The War at Home: A Wife's Search for Peace (and Other Missions Impossible)

So when my son started his descent three days early with a mighty contraction that wrenched me awake at the exact moment all the power went off for the scheduled basewide maintenance outage, a day when our dying Honda was in the shop and our dog was scheduled for complicated X-rays, he was, in effect, making a declaration of war against my Plan. It was a war I needed to lose—trying to choreograph every possibility in a birth, especially as a first-timer, is folly—but that didn’t make fighting it any less desperate for me. I wanted so much to believe that I had learned something from all the stories I’d absorbed, that I could skip the part where I was scared and fumbling and at the mercy of forces beyond my control and instead plan and research my way into a broad, clear plane of totally expected options.

I fought for this (and failed) especially during the times in which Ross had to leave during my labor—the Honda was the only vehicle we owned capable of carrying an infant car seat, and the dog would need to be boarded, and during these two short and necessary errands that required his presence, I crawled alone up and down the hallway of our hot, dark house, dragging my iPhone with me to time contractions and play a carefully compiled playlist designed to stave off mounting waves of panic. My contractions were two minutes apart, ten minutes apart, four minutes and thirty seconds apart, crushing, mild, and moderate, and my water was leaking noncommittally. In other words, no patterns, no logical progressions. My actions were equally nonsensical: I flipped light switches on and off in every room I entered and made a completely casual phone call to Ross requesting a latte and a pumpkin scone, and then another one, weeping, to my mother, insisting that yes, what I really need right now is to hear, in detail, exactly how her dog’s vet appointment went that morning.

Perhaps this much is obvious: things did not go as planned. I scored the Norwegian midwife for my delivery, which felt lucky, until she informed me I had dilated only to five “sontimeters.” Meanwhile Ross kept mentioning the ice we had stockpiled in the extra freezer at home in preparation for the scheduled power outage. It might be leaking all over the floor, he said, and he should maybe go and check. I felt my luck start to turn. I knew he hadn’t eaten all day and was exhausted. I was using him up, my lifeline; I was crushing him under the weight of my need and we weren’t even to the hard part yet—we were barely halfway.

When I let out my strident cry of “Uncle!” it was an unpleasant surprise to find that the anesthesiologist was not, in fact, hovering right outside my door rubbing her hands together menacingly with a giant needle clamped in her teeth like a bowie knife. She had to be summoned. Further unexpected delay, coupled with rankling irony: I needed to provide answers to a detailed health questionnaire, including an inventory of all past recreational drug use (the list had grown: I backslid in college). Pink Floyd’s “Comfortably Numb” came up on my phone’s playlist (of course) and by the time they were ready to place the line and had me sitting upright, naked to the waist and painting my back with iodine, I was unable to keep still and was gyrating like a slow top and burying my face in Ross’s chest, moaning and trying quite earnestly to tear a hole in Green Jacket with my teeth. (He wore it, thank God. I will always love him for that.)

Two more monstrous contractions rolled over me before the epidural took effect. Ross waited with me, holding my hand. I kept my eyes closed, doing a mental pat-down of my body. Am I all right? Is everything still there? Will I make it through this next part? I was shuddering violently from the adrenaline, and he asked a nurse if the anesthesia was just local or if it was going to my head. Teeth gritted and only one eye open, I croaked, “What, I don’t look fine to you?” He asked me again if it was okay for him to leave, just for a little bit, long enough to run home, if I was sure I’d be all right. I said I was sure I’d be fine, because this gigantic, complete lie seemed like the thing to say.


**Task item:** Your answer must be an exact copy of the records, minus any pictures.

**Records for the exercise:**
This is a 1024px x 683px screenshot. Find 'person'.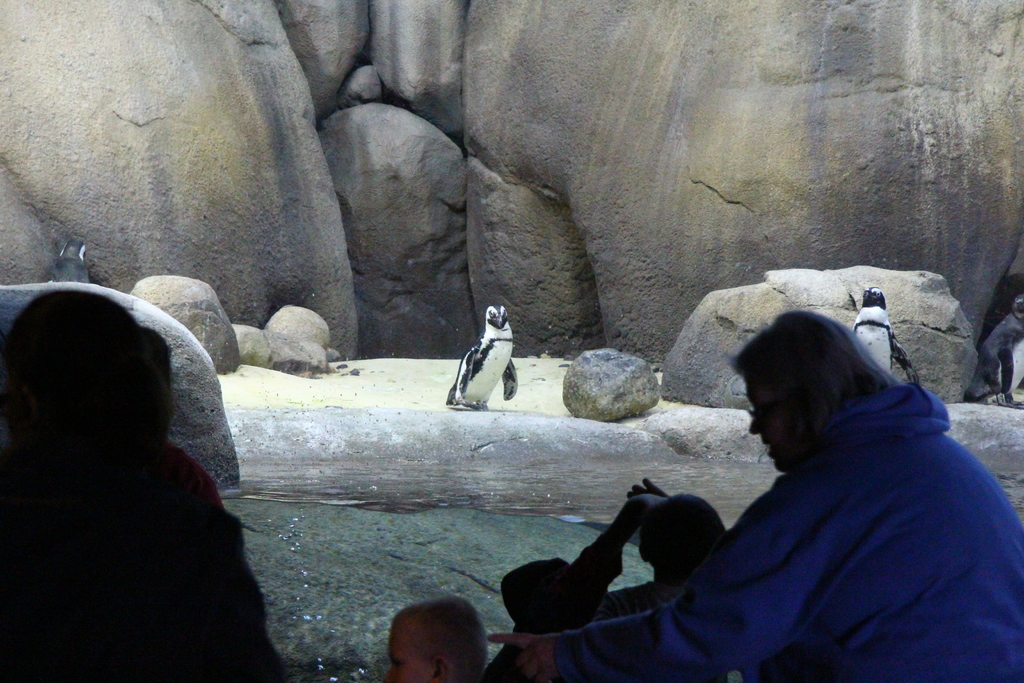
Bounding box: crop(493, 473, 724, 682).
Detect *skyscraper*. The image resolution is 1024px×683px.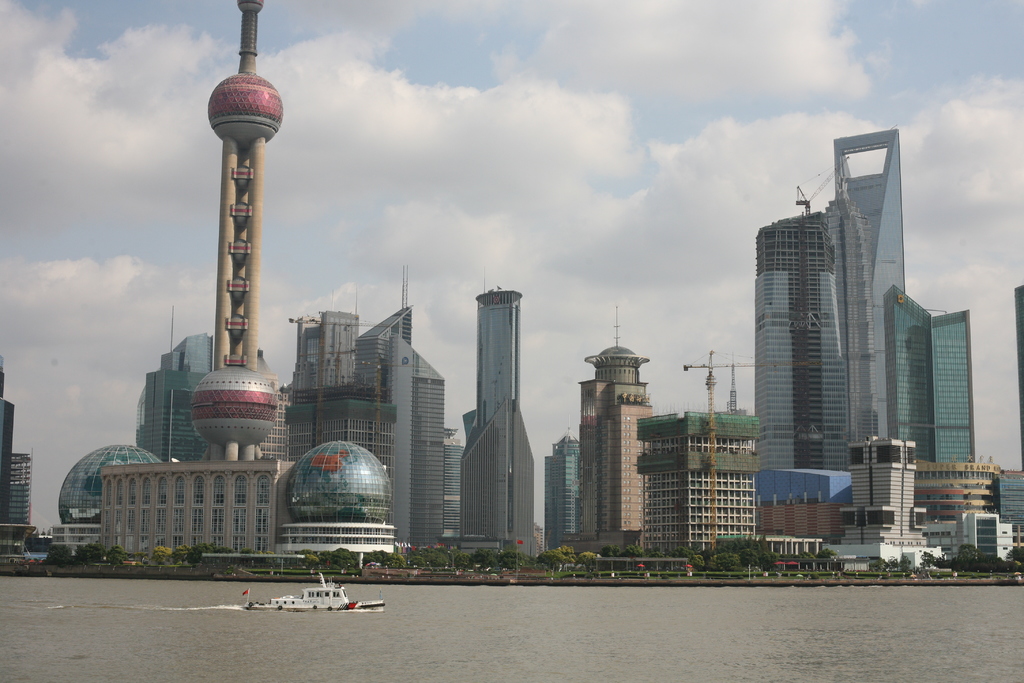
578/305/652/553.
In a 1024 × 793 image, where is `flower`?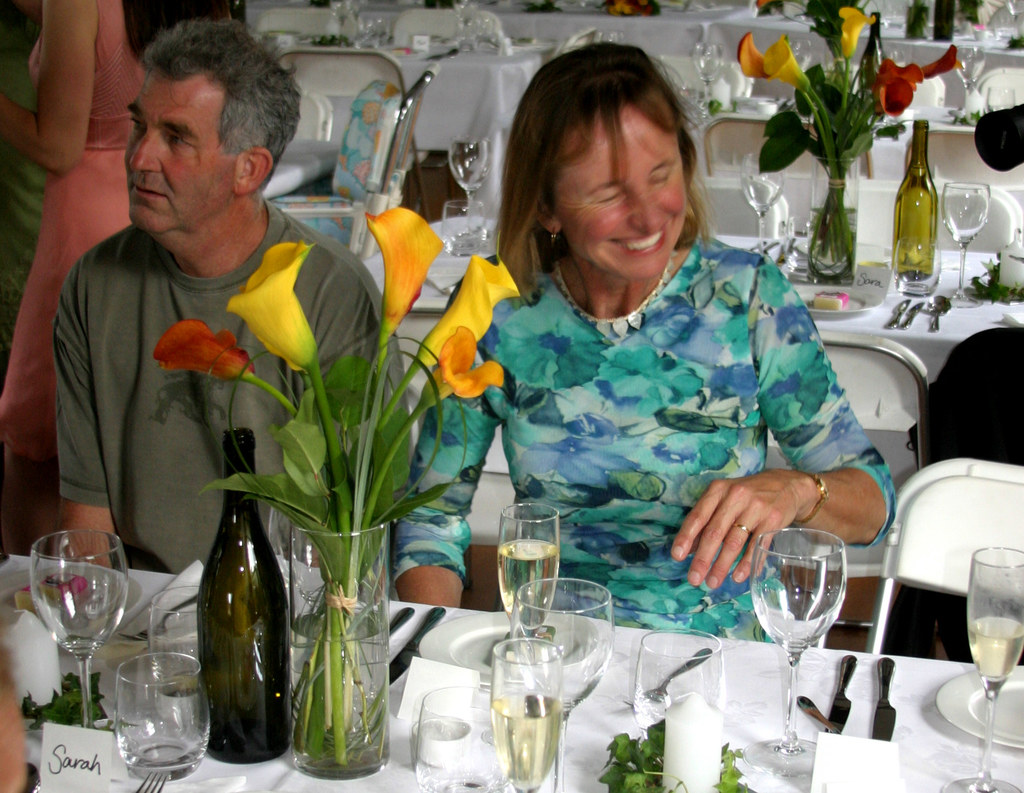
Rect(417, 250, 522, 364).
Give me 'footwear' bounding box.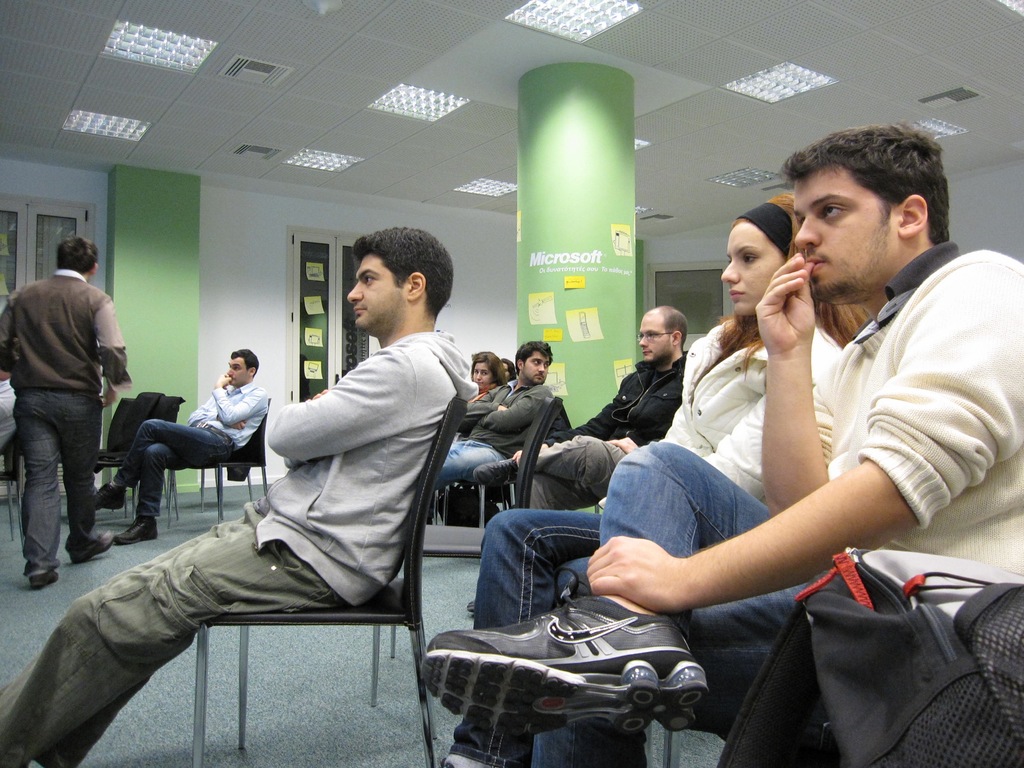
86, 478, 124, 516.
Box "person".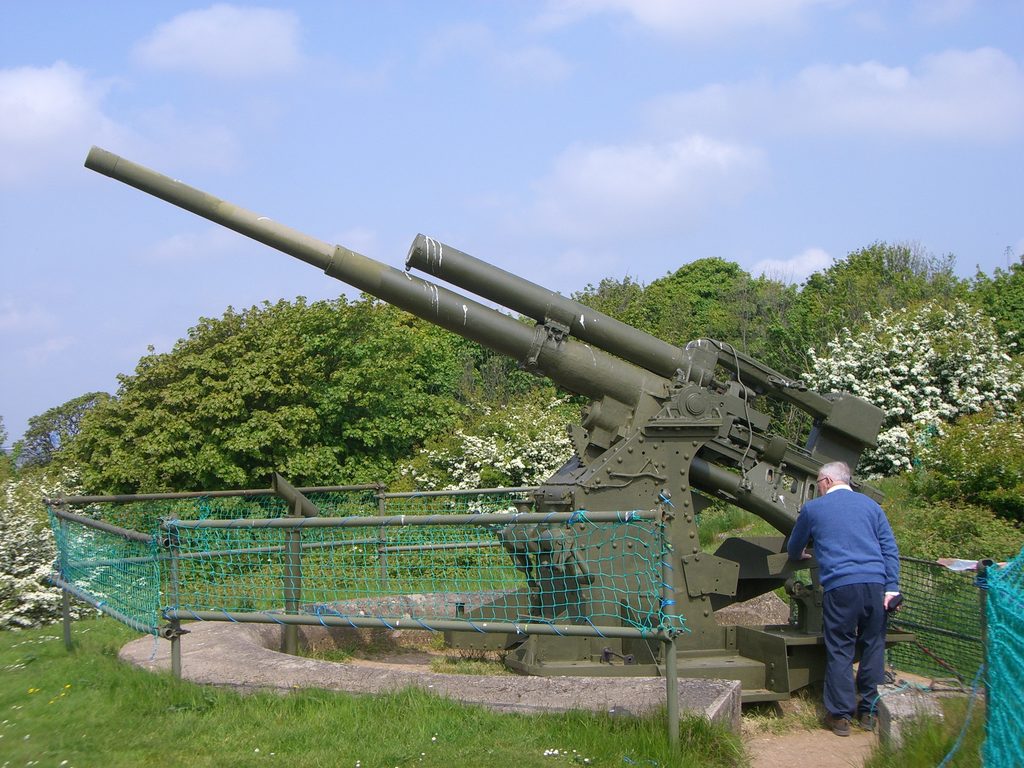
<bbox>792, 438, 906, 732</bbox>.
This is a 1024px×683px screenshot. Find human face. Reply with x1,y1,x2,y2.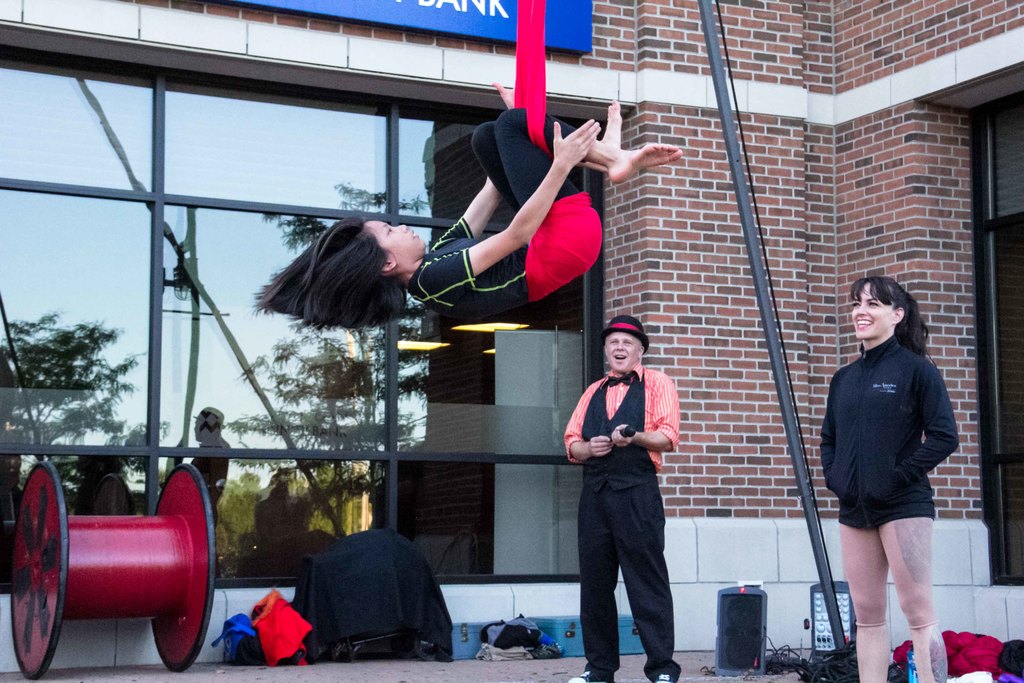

**Written reply:**
This is a 1024px x 683px screenshot. Find 'person'.
Bounding box: crop(493, 473, 724, 682).
Detect *skyscraper*. The image resolution is 1024px×683px.
578/305/652/553.
In a 1024 × 793 image, where is `flower`?
Rect(417, 250, 522, 364).
Give me 'footwear' bounding box.
86, 478, 124, 516.
Box "person".
<bbox>792, 438, 906, 732</bbox>.
This is a 1024px×683px screenshot. Find human face. Reply with x1,y1,x2,y2.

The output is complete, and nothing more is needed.